Winner of $1.82bn Powerball jackpot faces agonizing wait to receive prize amid quirk of state law
Arkansas law and a holiday closure mean the Christmas Eve Powerball winner must wait days before claiming the $1.82bn prize.
The winner of the $1.82 billion Powerball jackpot drawn on Christmas Eve will need to wait five days before being able to claim the prize.
The delay is due to the extended holiday closure of the Arkansas Scholarship Lottery’s claims center, which will not reopen until Monday, five days after the drawing. Once reopened, the winner will have 180 days to formally claim the prize.
A separate quirk of Arkansas state law allows lottery winners of prizes $500,000 or more to keep their identities private for three years after claiming their winnings, meaning the winner’s name is unlikely to become public until late 2028.
The winning ticket, the second-largest Powerball jackpot on record, was sold at a Murphy USA gas station in Cabot, Arkansas, lottery officials said.
It marked only the second time Arkansas has produced a Powerball jackpot winner, the first occurring in 2010.
The jackpot may be taken as $1.82 billion paid over 29 years, or as a one-time lump sum of $834.9 million before taxes.
The winning numbers were 4, 25, 31, 52, and 59, with Powerball 19.
The drawing was initially advertised at $1.7 billion, but increased after final ticket sales were tallied.
The odds of winning remained a daunting 1 in 292.2 million. Powerball tickets cost $2 each.
The Powerball winner must wait to claim the prize as Arkansas law and a holiday closure slow the process
The Powerball's top prize jumped over $1.8billion before the drawing as players rushed to grab the game's record-breaking tickets
While the headline figure is eye-catching, winners typically take home hundreds of millions of dollars less than the advertised jackpot.
A significant portion of the prize goes toward taxes, and the final payout depends on whether the winner selects the annuity or the lump-sum option.
That is because the jackpot figure reflects what the prize would be worth if the pool were invested in Treasury bonds over 30 years, which is why higher interest rates have pushed the advertised total higher in recent years.
Choosing the annuity provides one upfront payment followed by 29 annual installments that increase by 5 percent each year.
Powerball tickets are sold in 45 states, the District of Columbia, Puerto Rico, and the U.S. Virgin Islands, with final payouts varying widely depending on local tax laws.
Winners in California, Florida, New Hampshire, South Dakota, Tennessee, Texas, Washington, and Wyoming do not pay state taxes on jackpot winnings.
Meanwhile, winners in Maryland, New York, Oregon, New Jersey, and Washington, D.C. face state tax rates above 8 percent.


**WORK ITEM**
Could you filter the data below down to the lines that hold the word "Login"?

Items from an interface collection:
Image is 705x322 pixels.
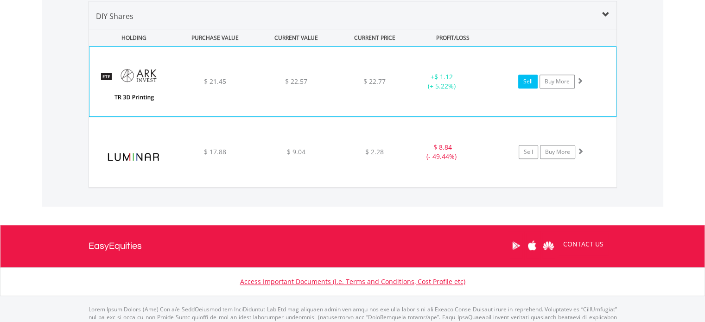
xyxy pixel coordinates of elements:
[285,77,307,86] span: $ 22.57
[337,29,411,46] div: CURRENT PRICE
[89,29,174,46] div: HOLDING
[240,277,465,286] a: Access Important Documents (i.e. Terms and Conditions, Cost Profile etc)
[434,72,452,81] span: $ 1.12
[94,129,173,184] img: EQU.US.LAZR.png
[257,29,336,46] div: CURRENT VALUE
[413,29,493,46] div: PROFIT/LOSS
[96,11,133,21] span: DIY Shares
[540,145,575,159] a: Buy More
[363,77,385,86] span: $ 22.77
[94,58,174,114] img: EQU.US.PRNT.png
[539,75,575,88] a: Buy More
[540,231,556,260] a: Huawei
[518,75,537,88] a: Sell
[518,145,538,159] a: Sell
[176,29,255,46] div: PURCHASE VALUE
[88,225,142,267] a: EasyEquities
[556,231,610,257] a: CONTACT US
[287,147,305,156] span: $ 9.04
[433,143,452,152] span: $ 8.84
[406,72,476,91] div: + (+ 5.22%)
[508,231,524,260] a: Google Play
[204,77,226,86] span: $ 21.45
[407,143,477,161] div: - (- 49.44%)
[365,147,384,156] span: $ 2.28
[203,147,226,156] span: $ 17.88
[524,231,540,260] a: Apple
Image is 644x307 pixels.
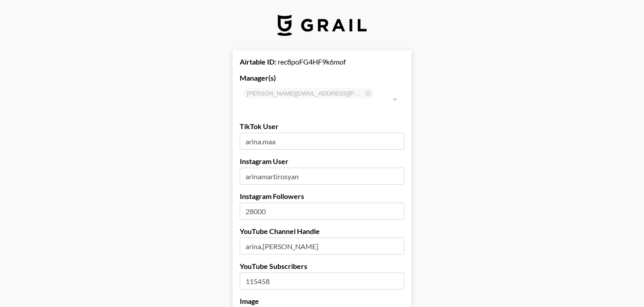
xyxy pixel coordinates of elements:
[240,226,404,235] label: YouTube Channel Handle
[240,57,276,66] strong: Airtable ID:
[240,261,404,270] label: YouTube Subscribers
[277,14,366,36] img: Grail Talent Logo
[240,157,404,166] label: Instagram User
[240,297,404,306] label: Image
[240,73,404,82] label: Manager(s)
[240,57,404,66] div: rec8poFG4HF9k6mof
[240,122,404,131] label: TikTok User
[240,192,404,201] label: Instagram Followers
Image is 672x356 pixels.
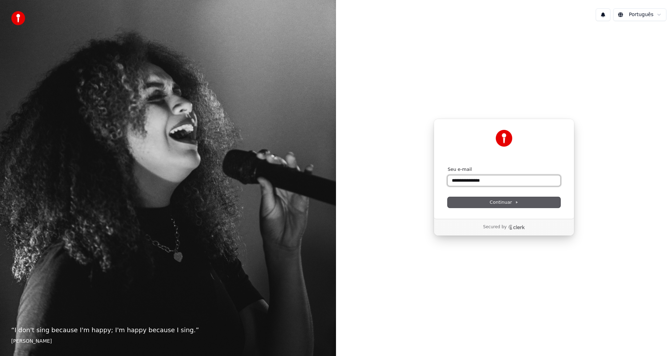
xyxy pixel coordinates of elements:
img: Youka [495,130,512,147]
footer: [PERSON_NAME] [11,338,325,345]
button: Continuar [448,197,560,208]
label: Seu e-mail [448,166,472,173]
p: “ I don't sing because I'm happy; I'm happy because I sing. ” [11,325,325,335]
img: youka [11,11,25,25]
p: Secured by [483,224,506,230]
a: Clerk logo [508,225,525,230]
span: Continuar [490,199,518,205]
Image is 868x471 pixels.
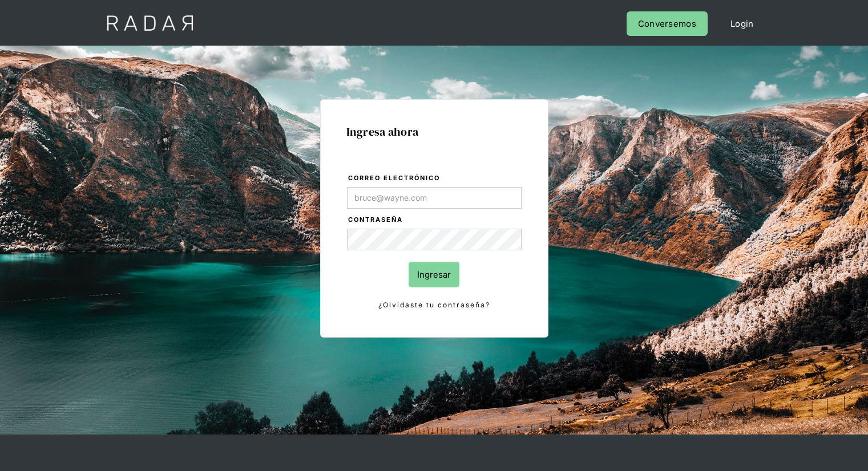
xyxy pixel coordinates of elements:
[347,299,522,311] a: ¿Olvidaste tu contraseña?
[348,214,522,226] label: Contraseña
[348,173,522,184] label: Correo electrónico
[347,187,522,208] input: bruce@wayne.com
[346,125,522,138] h1: Ingresa ahora
[627,12,708,36] a: Conversemos
[409,262,459,288] input: Ingresar
[346,172,522,311] form: Login Form
[719,12,765,36] a: Login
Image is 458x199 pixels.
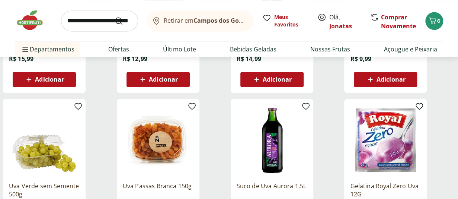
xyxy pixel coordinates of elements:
span: Departamentos [21,40,74,58]
span: R$ 14,99 [237,55,261,63]
a: Uva Passas Branca 150g [123,181,193,198]
a: Comprar Novamente [381,13,416,30]
span: R$ 15,99 [9,55,33,63]
img: Gelatina Royal Zero Uva 12G [350,105,421,175]
a: Nossas Frutas [310,45,350,54]
span: Meus Favoritos [274,13,308,28]
button: Submit Search [114,16,132,25]
img: Uva Passas Branca 150g [123,105,193,175]
a: Último Lote [163,45,196,54]
button: Adicionar [127,72,190,87]
a: Gelatina Royal Zero Uva 12G [350,181,421,198]
button: Adicionar [240,72,304,87]
a: Bebidas Geladas [230,45,276,54]
span: Adicionar [377,76,406,82]
span: Adicionar [263,76,292,82]
a: Jonatas [329,22,352,30]
span: R$ 9,99 [350,55,371,63]
a: Uva Verde sem Semente 500g [9,181,80,198]
img: Hortifruti [15,9,52,31]
a: Meus Favoritos [262,13,308,28]
a: Ofertas [108,45,129,54]
b: Campos dos Goytacazes/[GEOGRAPHIC_DATA] [193,16,329,25]
img: Uva Verde sem Semente 500g [9,105,80,175]
span: Retirar em [164,17,246,24]
button: Retirar emCampos dos Goytacazes/[GEOGRAPHIC_DATA] [147,10,253,31]
button: Adicionar [13,72,76,87]
span: Olá, [329,13,362,31]
button: Carrinho [425,12,443,30]
span: Adicionar [35,76,64,82]
button: Adicionar [354,72,417,87]
a: Açougue e Peixaria [384,45,437,54]
span: R$ 12,99 [123,55,147,63]
button: Menu [21,40,30,58]
img: Suco de Uva Aurora 1,5L [237,105,307,175]
a: Suco de Uva Aurora 1,5L [237,181,307,198]
input: search [61,10,138,31]
span: 6 [437,17,440,24]
span: Adicionar [149,76,178,82]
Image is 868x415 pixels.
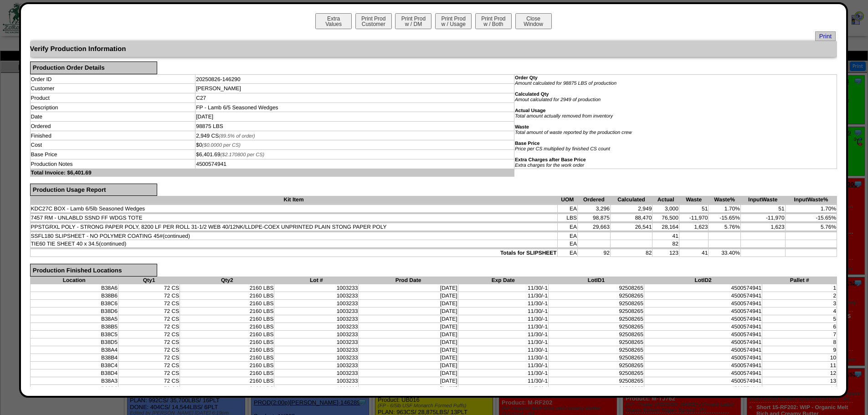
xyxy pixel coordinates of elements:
[30,233,557,241] td: SSFL180 SLIPSHEET - NO POLYMER COATING 45#
[458,338,549,346] td: 11/30/-1
[458,369,549,377] td: 11/30/-1
[30,205,557,213] td: KDC27C BOX - Lamb 6/5lb Seasoned Wedges
[274,315,359,322] td: 1003233
[30,315,118,322] td: B38A5
[355,13,392,29] button: Print ProdCustomer
[762,284,837,292] td: 1
[195,84,515,93] td: [PERSON_NAME]
[195,93,515,103] td: C27
[679,223,709,231] td: 1,623
[741,196,785,204] th: InputWaste
[30,121,195,131] td: Ordered
[30,169,514,177] td: Total Invoice: $6,401.69
[359,369,458,377] td: [DATE]
[274,284,359,292] td: 1003233
[359,354,458,361] td: [DATE]
[359,361,458,369] td: [DATE]
[549,299,645,307] td: 92508265
[118,361,179,369] td: 72 CS
[577,196,610,204] th: Ordered
[458,361,549,369] td: 11/30/-1
[118,330,179,338] td: 72 CS
[653,223,680,231] td: 28,164
[274,307,359,315] td: 1003233
[118,385,179,393] td: 72 CS
[816,32,836,41] span: Print
[762,299,837,307] td: 3
[180,292,274,299] td: 2160 LBS
[118,354,179,361] td: 72 CS
[458,315,549,322] td: 11/30/-1
[180,385,274,393] td: 2160 LBS
[359,346,458,354] td: [DATE]
[458,284,549,292] td: 11/30/-1
[30,241,557,248] td: TIE60 TIE SHEET 40 x 34.5
[180,322,274,330] td: 2160 LBS
[359,292,458,299] td: [DATE]
[610,205,653,213] td: 2,949
[644,377,762,385] td: 4500574941
[785,214,837,222] td: -15.65%
[741,223,785,231] td: 1,623
[274,276,359,284] th: Lot #
[557,223,577,231] td: EA
[30,354,118,361] td: B38B4
[118,276,179,284] th: Qty1
[653,196,680,204] th: Actual
[610,214,653,222] td: 88,470
[30,150,195,159] td: Base Price
[30,84,195,93] td: Customer
[458,330,549,338] td: 11/30/-1
[762,338,837,346] td: 8
[99,241,126,247] span: (continued)
[315,13,352,29] button: ExtraValues
[644,361,762,369] td: 4500574941
[762,322,837,330] td: 6
[762,307,837,315] td: 4
[359,338,458,346] td: [DATE]
[195,131,515,141] td: 2,949 CS
[549,292,645,299] td: 92508265
[359,322,458,330] td: [DATE]
[515,141,540,146] b: Base Price
[219,134,255,139] span: (89.5% of order)
[653,233,680,241] td: 41
[557,233,577,241] td: EA
[30,93,195,103] td: Product
[762,385,837,393] td: 14
[549,338,645,346] td: 92508265
[30,62,157,74] div: Production Order Details
[180,346,274,354] td: 2160 LBS
[195,74,515,84] td: 20250826-146290
[30,112,195,121] td: Date
[741,205,785,213] td: 51
[644,284,762,292] td: 4500574941
[610,223,653,231] td: 26,541
[557,241,577,248] td: EA
[557,249,577,257] td: EA
[118,377,179,385] td: 72 CS
[653,214,680,222] td: 76,500
[180,361,274,369] td: 2160 LBS
[180,369,274,377] td: 2160 LBS
[220,152,265,158] span: ($2.170800 per CS)
[762,377,837,385] td: 13
[359,284,458,292] td: [DATE]
[359,299,458,307] td: [DATE]
[359,315,458,322] td: [DATE]
[274,385,359,393] td: 1003233
[653,249,680,257] td: 123
[644,338,762,346] td: 4500574941
[515,130,632,136] i: Total amount of waste reported by the production crew
[679,249,709,257] td: 41
[395,13,431,29] button: Print Prodw / DM
[30,214,557,222] td: 7457 RM - UNLABLD SSND FF WDGS TOTE
[762,369,837,377] td: 12
[549,330,645,338] td: 92508265
[30,292,118,299] td: B38B6
[653,205,680,213] td: 3,000
[549,377,645,385] td: 92508265
[515,108,546,113] b: Actual Usage
[163,233,190,239] span: (continued)
[549,354,645,361] td: 92508265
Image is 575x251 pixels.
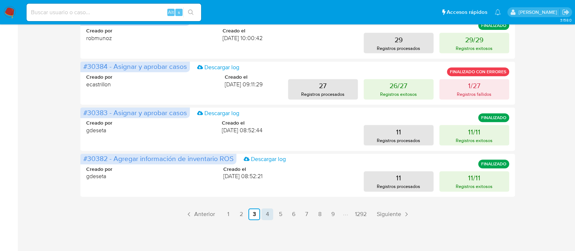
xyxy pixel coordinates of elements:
[560,17,571,23] span: 3.158.0
[27,8,201,17] input: Buscar usuario o caso...
[562,8,569,16] a: Salir
[494,9,501,15] a: Notificaciones
[446,8,487,16] span: Accesos rápidos
[178,9,180,16] span: s
[168,9,174,16] span: Alt
[183,7,198,17] button: search-icon
[518,9,559,16] p: yanina.loff@mercadolibre.com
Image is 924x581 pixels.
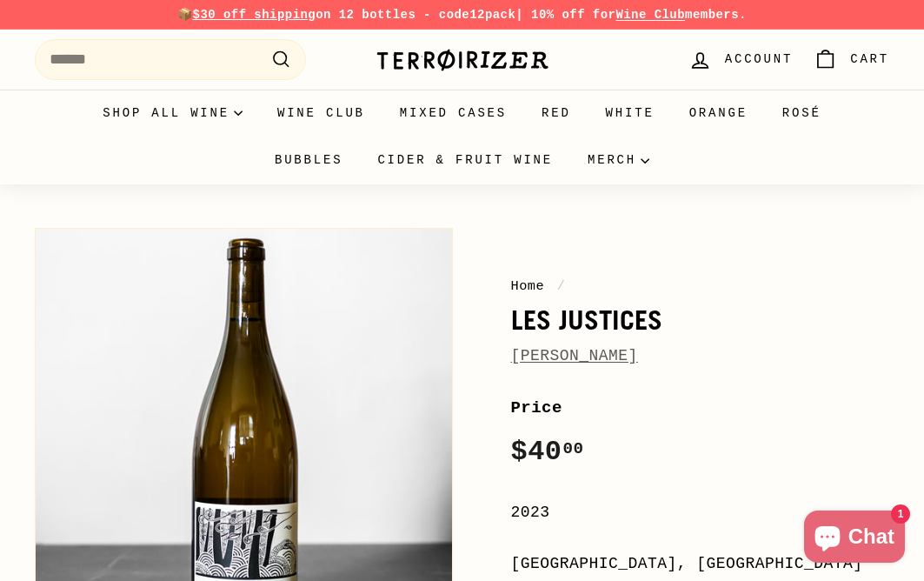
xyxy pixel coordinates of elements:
[553,278,570,294] span: /
[193,7,316,21] span: $30 off shipping
[469,7,515,21] strong: 12pack
[258,136,360,184] a: Bubbles
[525,90,589,136] a: Red
[615,7,685,21] a: Wine Club
[679,34,804,85] a: Account
[511,395,890,421] label: Price
[511,501,890,526] div: 2023
[589,90,672,136] a: White
[511,305,890,335] h1: Les Justices
[511,347,638,364] a: [PERSON_NAME]
[765,90,839,136] a: Rosé
[383,90,525,136] a: Mixed Cases
[35,6,889,24] p: 📦 on 12 bottles - code | 10% off for members.
[799,511,910,567] inbox-online-store-chat: Shopify online store chat
[804,34,900,85] a: Cart
[570,136,666,184] summary: Merch
[511,278,545,294] a: Home
[511,276,890,297] nav: breadcrumbs
[260,90,383,136] a: Wine Club
[360,136,570,184] a: Cider & Fruit Wine
[511,552,890,577] div: [GEOGRAPHIC_DATA], [GEOGRAPHIC_DATA]
[850,50,889,69] span: Cart
[672,90,765,136] a: Orange
[725,50,792,69] span: Account
[85,90,260,136] summary: Shop all wine
[563,439,583,459] sup: 00
[511,436,584,468] span: $40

**RESPONSE AREA**
[346,172,522,311] form: Login Form
[719,12,765,36] a: Login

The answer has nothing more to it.